Gould and Fisk now became exceedingly nervous over the firmness of the President’s policy. He induced Mr. Corbin to write a letter directly to the President himself. This letter, written on the seventeenth, under the influence of Gould’s anxiety, was instantly sent away by a special messenger of Fisk’s, who rode twenty-eight miles on horseback from Pittsburg, and delivered it in person to the President. He read the letter, and had his suspicions at once aroused. He said laconically to the messenger: “It is satisfactory; there is no answer.” He began to see through the game, and at once desired Mrs. Grant to write to Mrs. Corbin requesting her husband to have nothing more to do with the Gould-Fisk gang.

The messenger telegraphed “All right” to the conspirators.

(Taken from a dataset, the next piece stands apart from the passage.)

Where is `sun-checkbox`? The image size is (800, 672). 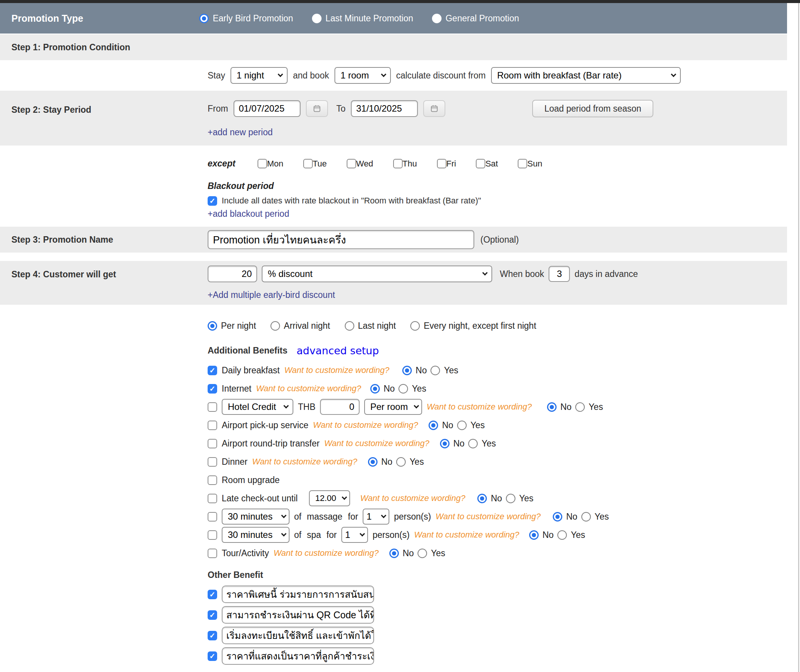 sun-checkbox is located at coordinates (523, 164).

“We now come to the week which was to witness the explosion of all this elaborately constructed mine. On Monday the 20th, gold again rose. Throughout Tuesday and Wednesday, Fisk continued to purchase without limit and forced the price up to 40. At this time, Gould’s firm of Smith, Gould & Martin, through which the operation was conducted, had purchased some $50,000,000, and yet the bears went on selling, although they could only continue the contest by borrowing Gould’s own gold. Gould, on the other hand, could no longer sell and clear himself, for the reason that the sale of $50,000,000 would have broken the market to nothing. The struggle had become intense. The whole country was looking on with astonishment at the battle between the bulls and the bears. All business was deranged and all values unsettled. There were indications of a panic in the stock market; and the bears, in their emergency, were vehemently pressing the government to intervene. Gould now wrote to Mr. Boutwell a letter so inconceivably impudent that it indicates desperation and entire loss of his ordinary coolness:

“Sir: There is a panic in Wall street, engineered by a bear combination. They have withdrawn currency to such an extent that it is impossible to do ordinary business. The Erie company requires $800,000 to disburse. Much of it in Ohio, where an exciting political contest was going on and where we have about ten thousand employed, and the trouble is charged on the administration. Cannot you consistently increase your line of currency?”

From a friend, such a letter would have been an outrage, but from a member of the Tammany ring, the principal object of detestation to the government, such a threat or bribe, whichever it may be called, was incredible. Mr. Gould was, in fact, at his wits’ end. He dreaded a panic and felt that it could no longer be avoided.